On Wed, Feb 8, 2012 at 7:19 AM, Edward K. Ream <[email protected]> wrote:

> In fact, [type assertions] make me uneasy.

[big snip]

> I'll also create two new classes: ModeInfo and ModeController.

The first draft of the ModeController class used a g.TypedDict, but
this is unnecessary.  The code makes it clear that the keys of this
dict are whatever aMode.name is, and that clearly doesn't change.

This is an example of what I attempting to convey: creating better
classes clarifies relationships so much that  fancy type checking may
not be needed.

I am beginning to regard any "long-lived" dict in Leo as a design
problem.  I plan to enfold many of Leo's key-handling dicts into
easier-to-understand classes.  Quick: what are the values and keys for
k.masterGuiBindingsDict?  Or even, what the heck does this dict do?

Edward

P.S. Creating the ModeInfo class is going to clarify the client code
in leoKeys.py considerably.  The client code should not know the
details of modes; at present, it knows *everything* about modes.

P.P.S.  It's becoming obvious that the work with leoConfig.py and
especially leoKeys.py is an essential precondition to better support
of vim bindings and commands.  The code is already at the "breaking"
point in terms of complexity.  It must be dramatically simplified
before any additions are possible.

P.P.P.S. I am beginning to realize just how much mischief is done by
reading settings twice.  In particular, the double read greatly
complicates the way-too-complex init code for c and c.k objects.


Work to complete: Where does the string "Toxic" appear in the material? Copy each line that holds it.

##### Provided data #####

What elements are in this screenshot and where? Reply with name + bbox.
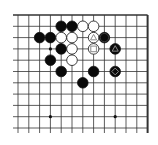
black-stone[interactable] — [67, 21, 78, 32]
hoshi-point — [49, 115, 52, 118]
hoshi-point — [49, 47, 52, 50]
white-stone[interactable] — [67, 32, 78, 43]
hoshi-point — [114, 115, 117, 118]
white-stone[interactable] — [88, 21, 99, 32]
black-stone[interactable] — [56, 66, 67, 77]
black-stone[interactable] — [78, 78, 89, 89]
go-board[interactable] — [0, 0, 158, 145]
white-stone[interactable] — [67, 55, 78, 66]
white-stone[interactable] — [78, 21, 89, 32]
black-stone[interactable] — [56, 21, 67, 32]
white-stone[interactable] — [88, 44, 99, 55]
black-stone[interactable] — [45, 55, 56, 66]
black-stone[interactable] — [56, 44, 67, 55]
white-stone[interactable] — [56, 32, 67, 43]
white-stone[interactable] — [67, 44, 78, 55]
black-stone[interactable] — [45, 32, 56, 43]
black-stone[interactable] — [88, 66, 99, 77]
black-stone[interactable] — [99, 32, 110, 43]
black-stone[interactable] — [34, 32, 45, 43]
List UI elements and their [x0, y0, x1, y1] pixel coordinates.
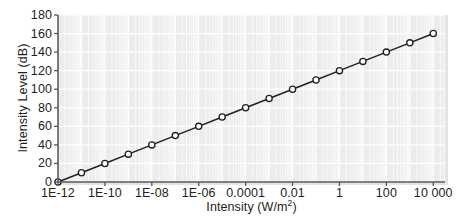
x-axis-tick-label: 100 — [376, 186, 397, 200]
x-axis-tick-label: 1E-12 — [41, 186, 75, 200]
x-axis-tick-label: 0.01 — [280, 186, 305, 200]
intensity-level-chart: 020406080100120140160180 1E-121E-101E-08… — [0, 0, 459, 222]
x-axis-tick-label: 1 — [336, 186, 343, 200]
x-axis-tick-label: 10 000 — [414, 186, 453, 200]
x-axis-tick-label: 0.0001 — [226, 186, 265, 200]
x-axis-tick-label: 1E-08 — [135, 186, 169, 200]
x-axis-tick-labels: 1E-121E-101E-081E-060.00010.01110010 000 — [0, 0, 459, 222]
x-axis-tick-label: 1E-06 — [182, 186, 216, 200]
x-axis-tick-label: 1E-10 — [88, 186, 122, 200]
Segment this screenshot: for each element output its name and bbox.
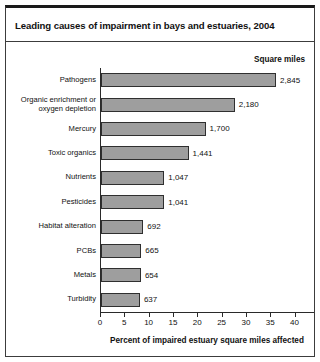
category-label-row: Mercury — [6, 117, 100, 141]
x-axis-tick-label: 35 — [266, 318, 275, 327]
category-label: PCBs — [77, 247, 96, 256]
category-label-row: Habitat alteration — [6, 214, 100, 238]
category-label-row: Toxic organics — [6, 141, 100, 165]
chart-bar — [101, 293, 140, 307]
category-label: Habitat alteration — [39, 222, 96, 231]
chart-bar-row: 2,845 — [100, 68, 314, 92]
category-label: Mercury — [69, 125, 96, 134]
chart-bar — [101, 244, 141, 258]
x-axis-tick — [222, 312, 223, 317]
chart-bar-row: 1,441 — [100, 141, 314, 165]
chart-bar-row: 637 — [100, 288, 314, 312]
category-label-row: PCBs — [6, 239, 100, 263]
x-axis: 0510152025303540 — [100, 312, 314, 324]
chart-bar — [101, 195, 164, 209]
bar-value-label: 665 — [145, 246, 158, 255]
chart-bar-row: 1,047 — [100, 166, 314, 190]
x-axis-tick — [270, 312, 271, 317]
chart-bar — [101, 122, 206, 136]
bar-value-label: 1,441 — [193, 149, 213, 158]
chart-bar-row: 692 — [100, 214, 314, 238]
bar-value-label: 2,845 — [280, 76, 300, 85]
category-axis-labels: PathogensOrganic enrichment or oxygen de… — [6, 68, 100, 312]
x-axis-tick-label: 15 — [169, 318, 178, 327]
chart-bar-row: 2,180 — [100, 92, 314, 116]
value-column-header: Square miles — [254, 55, 305, 64]
category-label: Toxic organics — [48, 149, 96, 158]
category-label: Organic enrichment or oxygen depletion — [21, 96, 96, 113]
category-label-row: Metals — [6, 263, 100, 287]
x-axis-tick — [295, 312, 296, 317]
figure-container: Leading causes of impairment in bays and… — [5, 5, 315, 357]
bars-region: 2,8452,1801,7001,4411,0471,0416926656546… — [100, 68, 314, 312]
bar-value-label: 1,047 — [168, 173, 188, 182]
bar-value-label: 654 — [145, 271, 158, 280]
category-label-row: Pesticides — [6, 190, 100, 214]
category-label-row: Turbidity — [6, 288, 100, 312]
x-axis-tick — [124, 312, 125, 317]
chart-bar — [101, 268, 141, 282]
x-axis-tick-label: 25 — [217, 318, 226, 327]
category-label: Metals — [74, 271, 96, 280]
bar-value-label: 692 — [147, 222, 160, 231]
chart-bar — [101, 98, 235, 112]
bar-value-label: 637 — [144, 295, 157, 304]
chart-bar-row: 665 — [100, 239, 314, 263]
x-axis-tick-label: 10 — [144, 318, 153, 327]
chart-bar — [101, 73, 276, 87]
chart-bar-row: 654 — [100, 263, 314, 287]
x-axis-tick-label: 40 — [290, 318, 299, 327]
chart-bar-row: 1,041 — [100, 190, 314, 214]
chart-bar-row: 1,700 — [100, 117, 314, 141]
x-axis-tick-label: 30 — [241, 318, 250, 327]
bar-value-label: 1,700 — [210, 124, 230, 133]
category-label: Nutrients — [66, 173, 96, 182]
category-label-row: Pathogens — [6, 68, 100, 92]
category-label-row: Nutrients — [6, 166, 100, 190]
x-axis-line — [100, 312, 314, 313]
chart-bar — [101, 220, 143, 234]
category-label-row: Organic enrichment or oxygen depletion — [6, 92, 100, 116]
category-label: Turbidity — [67, 295, 96, 304]
chart-bar — [101, 146, 189, 160]
x-axis-tick-label: 0 — [98, 318, 102, 327]
chart-bar — [101, 171, 164, 185]
x-axis-title: Percent of impaired estuary square miles… — [100, 336, 314, 345]
bar-value-label: 2,180 — [239, 100, 259, 109]
x-axis-tick — [246, 312, 247, 317]
category-label: Pesticides — [61, 198, 96, 207]
x-axis-tick — [149, 312, 150, 317]
x-axis-tick — [100, 312, 101, 317]
category-label: Pathogens — [60, 76, 96, 85]
x-axis-tick-label: 5 — [122, 318, 126, 327]
x-axis-tick-label: 20 — [193, 318, 202, 327]
page-title: Leading causes of impairment in bays and… — [15, 20, 309, 31]
bar-value-label: 1,041 — [168, 198, 188, 207]
x-axis-tick — [197, 312, 198, 317]
chart-plot-area: Square miles PathogensOrganic enrichment… — [6, 42, 314, 324]
x-axis-tick — [173, 312, 174, 317]
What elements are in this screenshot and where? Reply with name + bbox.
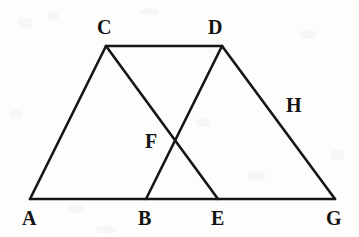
segment-layer — [30, 46, 335, 199]
point-label-g: G — [326, 208, 342, 228]
point-label-e: E — [211, 208, 224, 228]
point-label-d: D — [208, 17, 222, 37]
figure-line-art — [0, 0, 359, 237]
geometry-figure: ABEGCDFH — [0, 0, 359, 237]
cevian-c-e — [106, 46, 218, 199]
point-label-b: B — [138, 208, 151, 228]
right-side-d-g — [222, 46, 335, 199]
point-label-f: F — [145, 131, 157, 151]
cevian-d-b — [146, 46, 222, 199]
left-side-a-c — [30, 46, 106, 199]
point-label-c: C — [97, 17, 111, 37]
point-label-a: A — [22, 208, 36, 228]
segment-label-h: H — [286, 95, 302, 115]
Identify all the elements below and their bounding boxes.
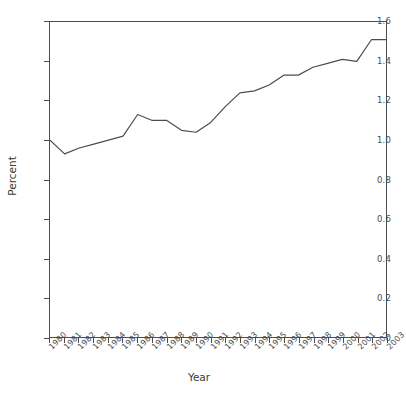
- data-series-line: [50, 40, 386, 154]
- y-tick-mark: [44, 259, 49, 260]
- y-tick-label: 0.4: [377, 254, 391, 264]
- y-tick-label: 1.2: [377, 95, 391, 105]
- y-tick-label: 1.6: [377, 16, 391, 26]
- y-tick-mark: [44, 140, 49, 141]
- y-axis-title: Percent: [6, 146, 18, 206]
- y-tick-label: 1.4: [377, 56, 391, 66]
- x-axis-title: Year: [0, 371, 398, 383]
- y-tick-mark: [44, 61, 49, 62]
- y-tick-mark: [44, 298, 49, 299]
- data-line-svg: [50, 22, 386, 337]
- y-tick-mark: [44, 180, 49, 181]
- plot-area: [49, 21, 387, 338]
- y-tick-mark: [44, 100, 49, 101]
- y-tick-label: 0.2: [377, 293, 391, 303]
- y-tick-mark: [44, 21, 49, 22]
- y-tick-label: 0.6: [377, 214, 391, 224]
- y-tick-label: 0.8: [377, 175, 391, 185]
- y-tick-label: 1.0: [377, 135, 391, 145]
- y-tick-mark: [44, 219, 49, 220]
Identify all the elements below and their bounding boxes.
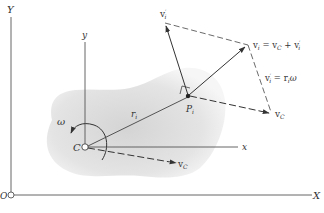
vi-prime-label: v′i xyxy=(159,8,167,20)
omega-label: ω xyxy=(57,116,65,127)
rigid-body-velocity-diagram: Y X O y x ω C ri vC Pi vC v′i vi = vC + … xyxy=(0,0,324,213)
center-point-c xyxy=(82,144,88,150)
fixed-y-label: Y xyxy=(7,4,15,15)
origin-label: O xyxy=(0,191,8,201)
vc-label-at-pi: vC xyxy=(274,109,285,120)
vi-equation-label: vi = vC + v′i xyxy=(252,39,301,51)
origin-point xyxy=(8,192,14,198)
parallelogram-top-edge xyxy=(165,23,248,45)
vi-prime-equation-label: v′i = riω xyxy=(264,72,297,84)
fixed-x-label: X xyxy=(312,190,321,201)
body-y-label: y xyxy=(81,30,88,40)
body-x-label: x xyxy=(242,142,247,152)
center-label: C xyxy=(73,142,81,153)
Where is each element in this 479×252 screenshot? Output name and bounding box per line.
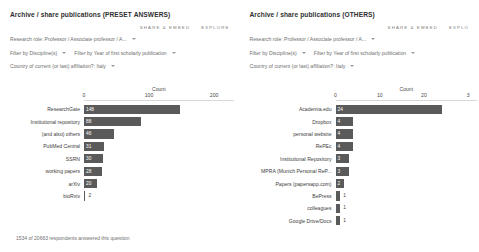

#####

Response box:
category-label-row: Toxic organics — [6, 141, 100, 165]
category-label: Toxic organics — [48, 149, 96, 158]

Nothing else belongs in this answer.